Ambassador's Dispatch

January 28, 2001          vol.1 no.3

        Week three of these updates. I managed to get a couple more reviews up during the week, so I'm going to lean on that a little since I'm working on wrapping my 60th zine for Legends APA. Our deadline for this next issue is next Saturday, February 3rd, so I need to get it ready for copying and shipping soon if I want to avoid having to send it by something faster than USPS Priority.

        Sixty zines for a bi-monthly APA. That's 10 years' worth. If I hadn't taken nearly two years off a while back I'd have reached this at the end of 1999… but I needed the break then, and I've made it there now. Well, I soon shall if I don't take too much time here.

        Since I'm marking this occasion already, I'll go the extra step and make the pitch.

        Creating a zine for each issue of Legends has been, almost without exception, a joy. I've met some wonderfully creative and insightful people during my time in the apa, and even a few who've become true friends.

        If you have opinions, drawings, stories, and/or even full comics you'd like to share in a bi-monthly forum with a group not to exceed 35 people, then take a look at the Legends section of my site, and then please send me an email to ask about joining us. Next October the apa will be celebrating it's 15th anniversary.  Not too shabby.

        Here it is, Superbowl Sunday, and I'm reminded again of how few Big Deal cultural touchstones I share with most of my supposed peers. I didn't grow up in an atmosphere that even acknowledged spectator sports, other than to express annoyance when games would pre-empt shows we liked. The notion of rooting for "my" team is utterly alien to me. Even back in school I was unnerved by pep rallies and "spirit" days.  There's something in the cheering mindset that reminds me instantly of Nuremburg.

        Oh, I know, I know, that's harsh and way over the top, but if anything I'd have to say I can accept the thought and spirit that went into puffing up all those brown shirts more than I can people connecting themselves and their esteem to people with whom they share little to nothing with but a decision by themselves or their ancestors to move to a given locale. Please, don't think I'm endorsing any nazi politics or ideology - I'm not - it's just that at least they were cheering for something that had more to do with themselves, their land and their lives than some armchair quarterbacks roaring for "their" team. The same goes for hockey, basketball, soccer, and the Grand Old Game itself, the snorefest called baseball.

        But, hey, to each his own. If you happen to enjoy it, more power to you. I've left you one more spot on the bleachers of your choice. One could turn all this back on me and ask why I should care about a legion of fictional characters and their too-mutable adventures, and it would be a valid question. I simply find them more interesting. More extraordinary.

        I'll see you here next week.

       

                                                                                                     Send mail to: Mike Norton

                                                                                                     Take a look back at: Ambassador's Dispatch no.1                                                                                                                                              Ambassador's Dispatch no.2

                                                                                                      ..or go Back To The Embassy!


■ **Activity**
Every entry is to be returned exactly as it stands; the pictures are to be dropped.

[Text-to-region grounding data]
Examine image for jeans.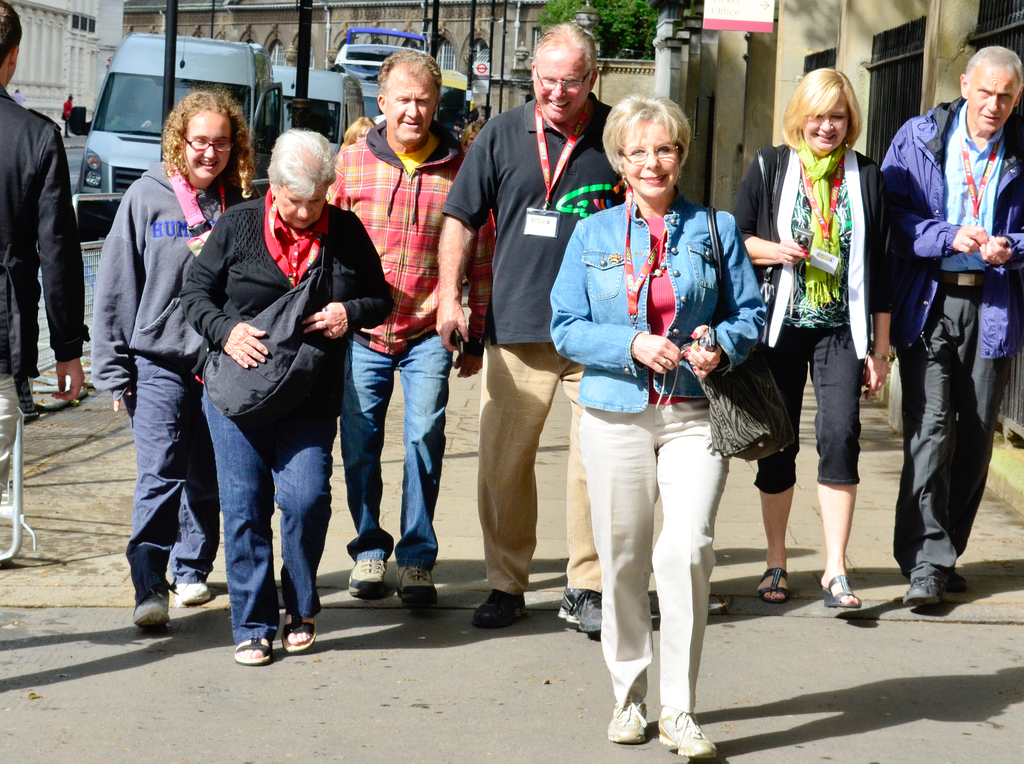
Examination result: (left=120, top=363, right=235, bottom=597).
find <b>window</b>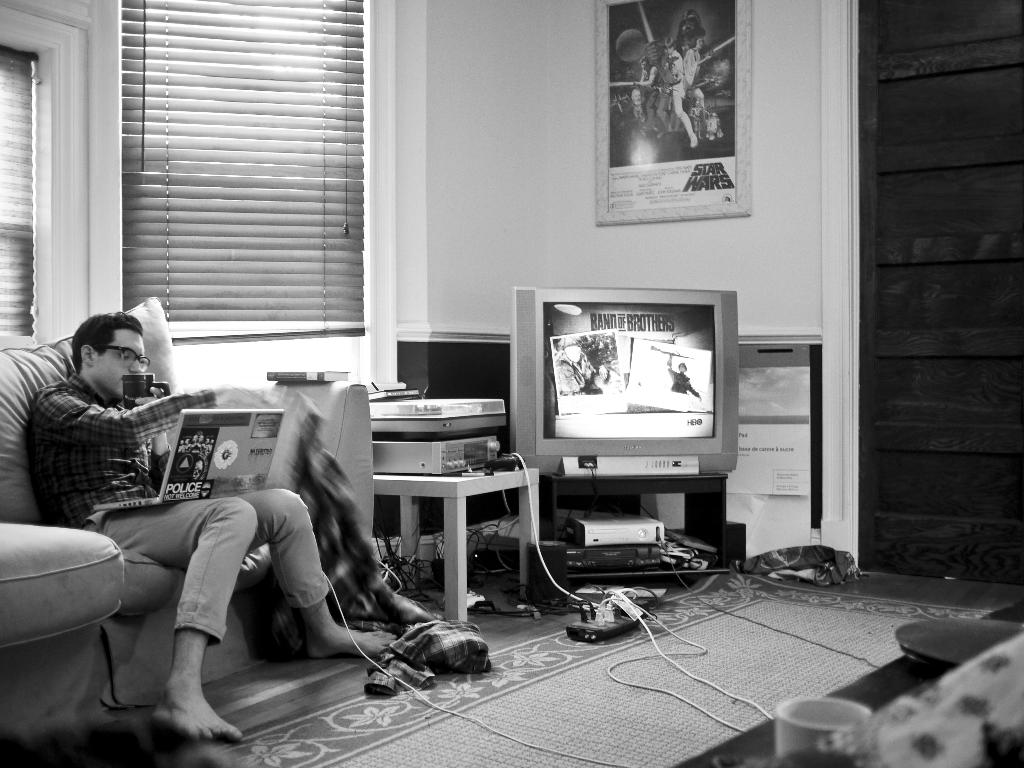
<bbox>83, 0, 399, 343</bbox>
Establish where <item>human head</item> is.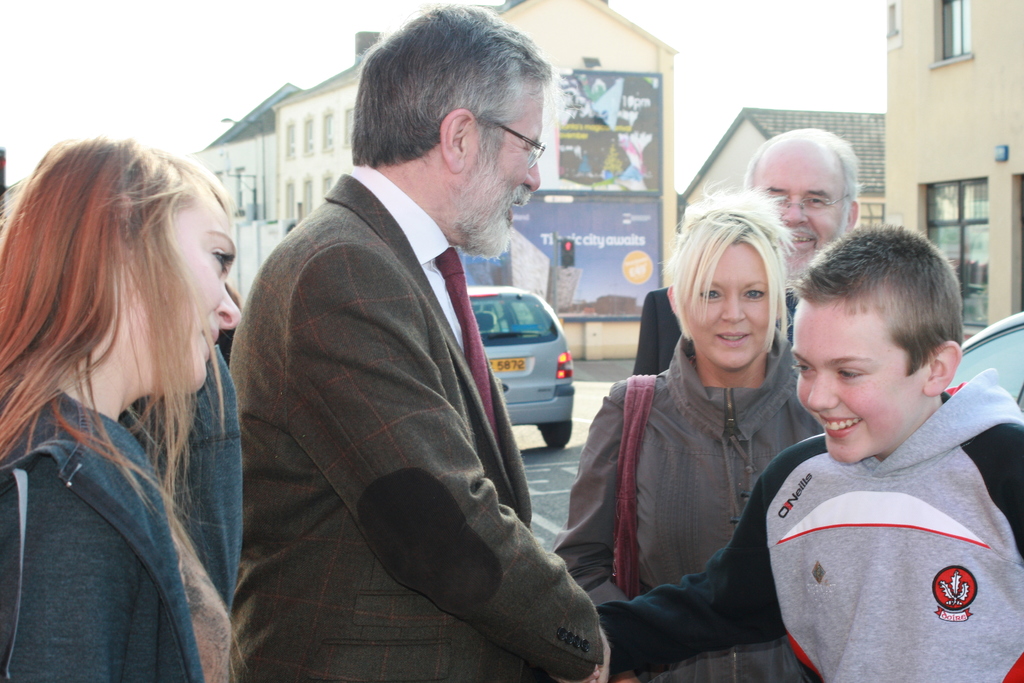
Established at 12, 138, 245, 447.
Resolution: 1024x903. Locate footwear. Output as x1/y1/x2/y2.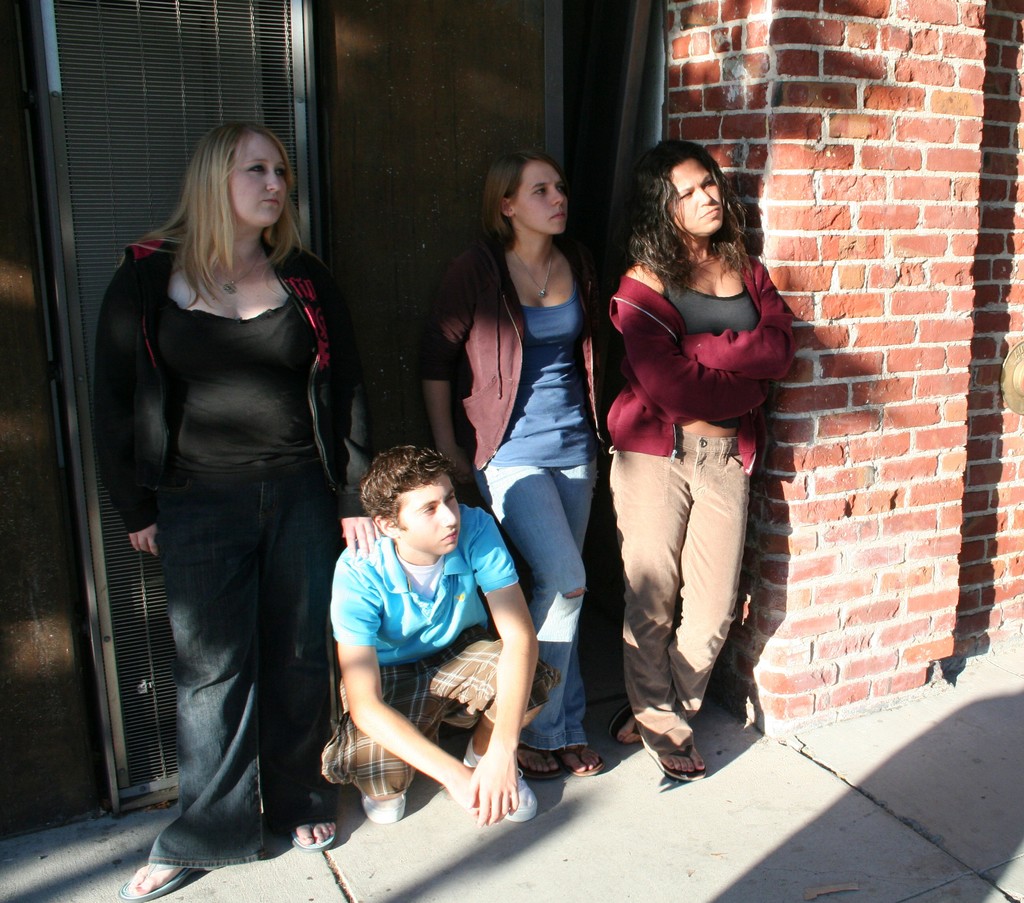
648/741/707/786.
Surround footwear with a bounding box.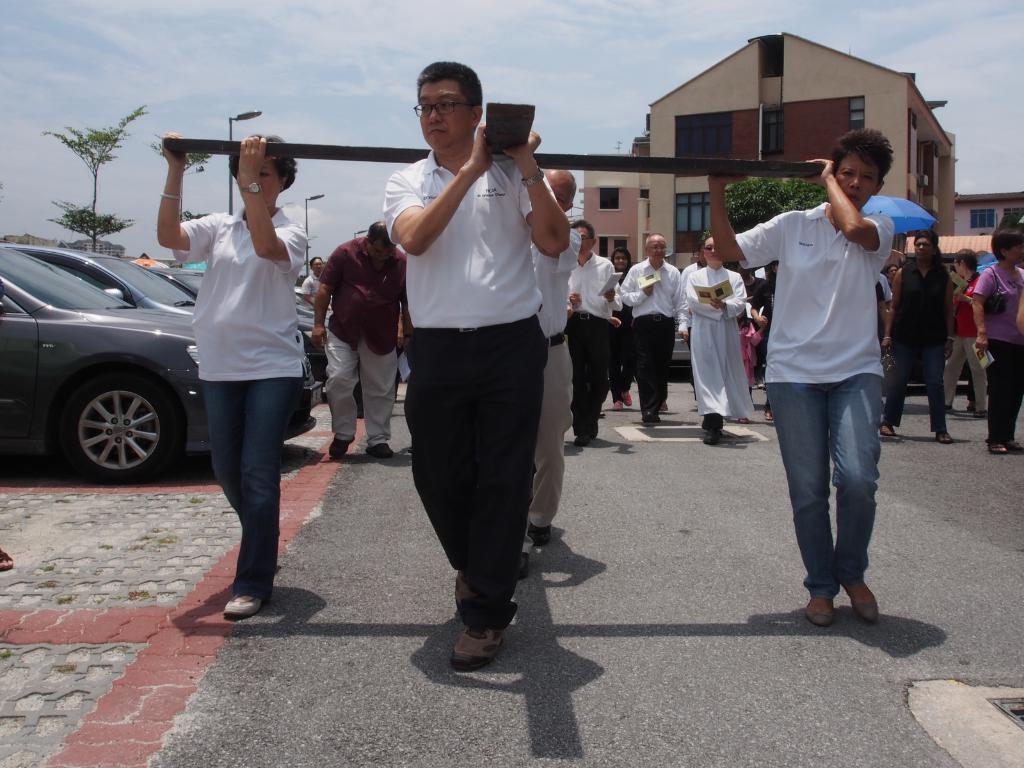
select_region(328, 435, 354, 452).
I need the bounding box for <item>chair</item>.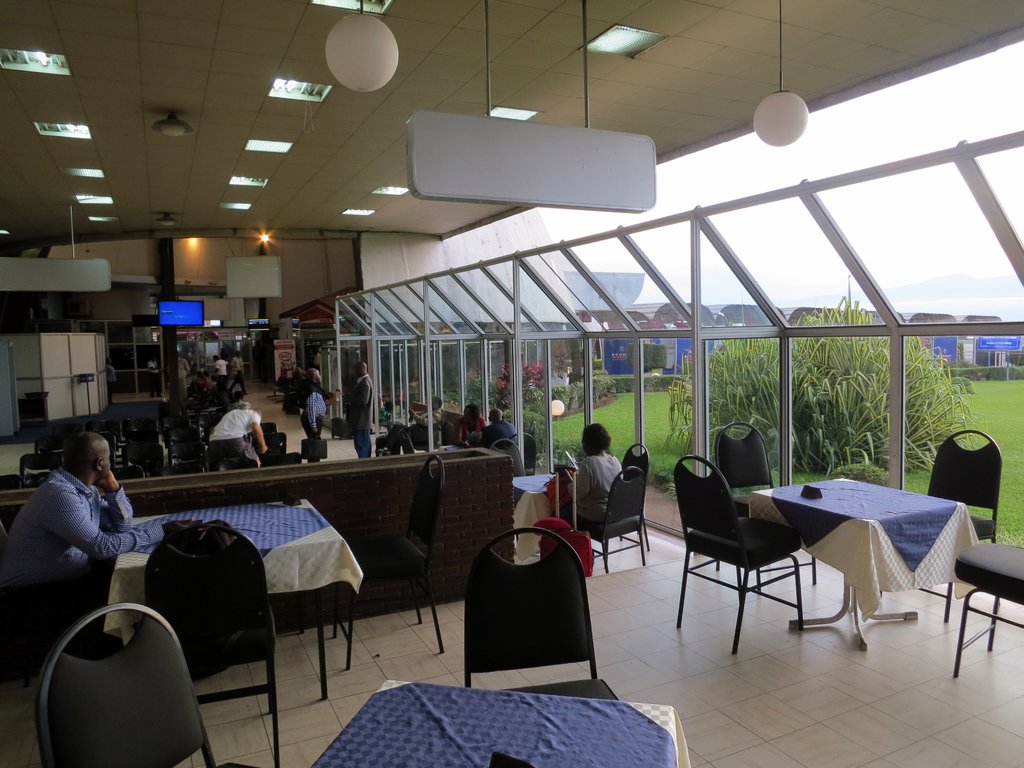
Here it is: box(620, 442, 654, 563).
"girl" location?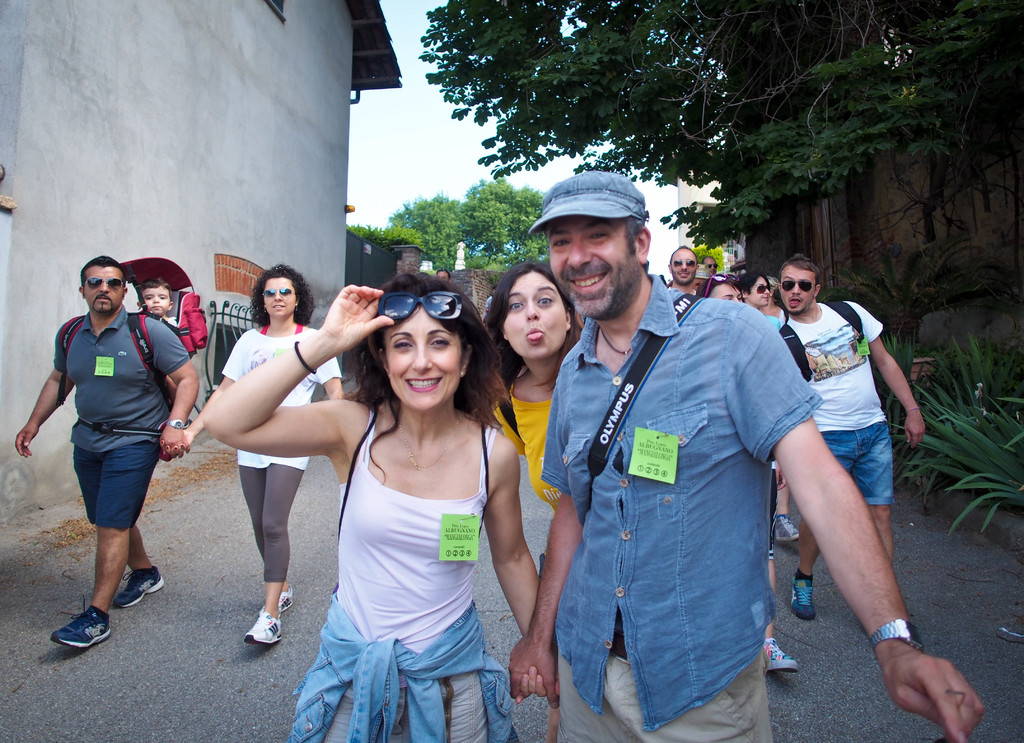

■ **Task output**
Examine image for jeans.
Examination result: (left=120, top=363, right=235, bottom=597).
find <b>window</b>
<bbox>83, 0, 399, 343</bbox>
Establish where <item>human head</item> is.
Established at 12, 138, 245, 447.
Resolution: 1024x903. Locate footwear. Output as x1/y1/x2/y2.
648/741/707/786.
Surround footwear with a bounding box.
select_region(328, 435, 354, 452).
I need the bounding box for <item>chair</item>.
Here it is: box(620, 442, 654, 563).
"girl" location?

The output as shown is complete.